>>>

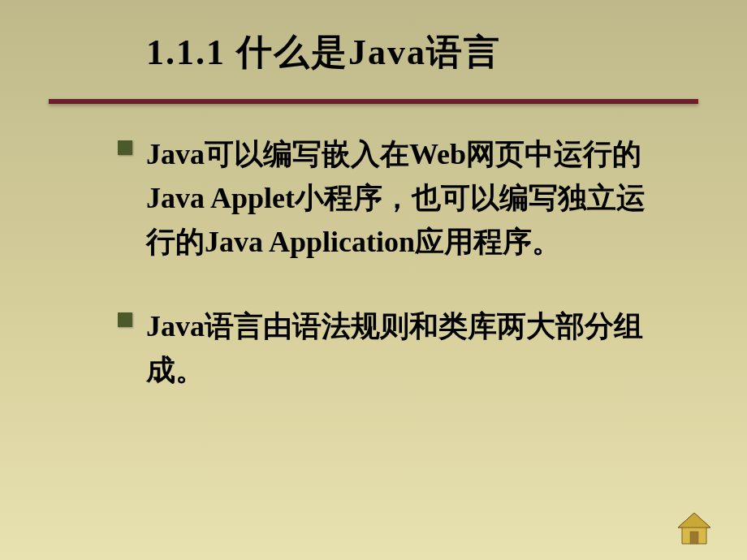  What do you see at coordinates (406, 348) in the screenshot?
I see `bullet-text: Java语言由语法规则和类库两大部分组成。` at bounding box center [406, 348].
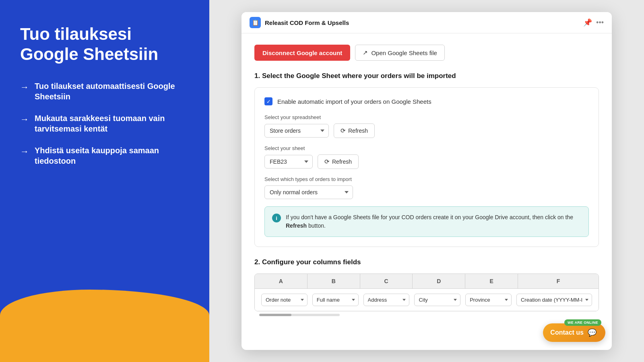 This screenshot has width=644, height=362. What do you see at coordinates (297, 131) in the screenshot?
I see `spreadsheet-select: Store orders` at bounding box center [297, 131].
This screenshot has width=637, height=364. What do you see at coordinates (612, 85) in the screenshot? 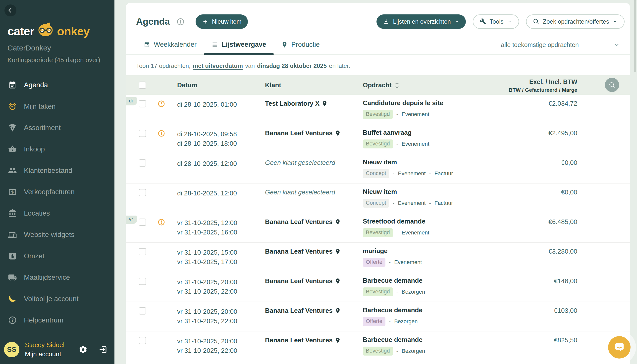
I see `search-icon` at bounding box center [612, 85].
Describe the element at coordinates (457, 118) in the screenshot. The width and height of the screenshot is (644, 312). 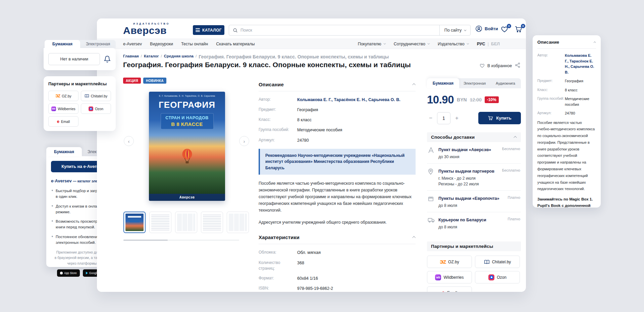
I see `quantity-increase-button: +` at that location.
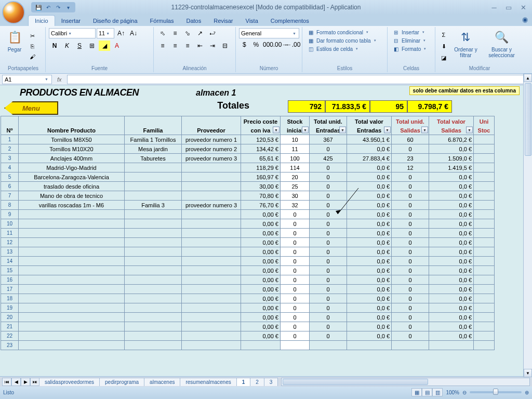 This screenshot has width=532, height=399. Describe the element at coordinates (527, 393) in the screenshot. I see `zoom-in-icon: ⊕` at that location.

<<<

* INSTRUCTIONS FOR THE TASK: Exact lines, nothing more: output the one with "Describe the element at coordinates (457, 118)" and every later line through the end of the data, skipping pictures.

* WRITTEN RESPONSE:
Describe the element at coordinates (457, 118) in the screenshot. The width and height of the screenshot is (644, 312). 
I see `quantity-increase-button: +` at that location.
 This screenshot has width=532, height=399. Describe the element at coordinates (527, 393) in the screenshot. I see `zoom-in-icon: ⊕` at that location.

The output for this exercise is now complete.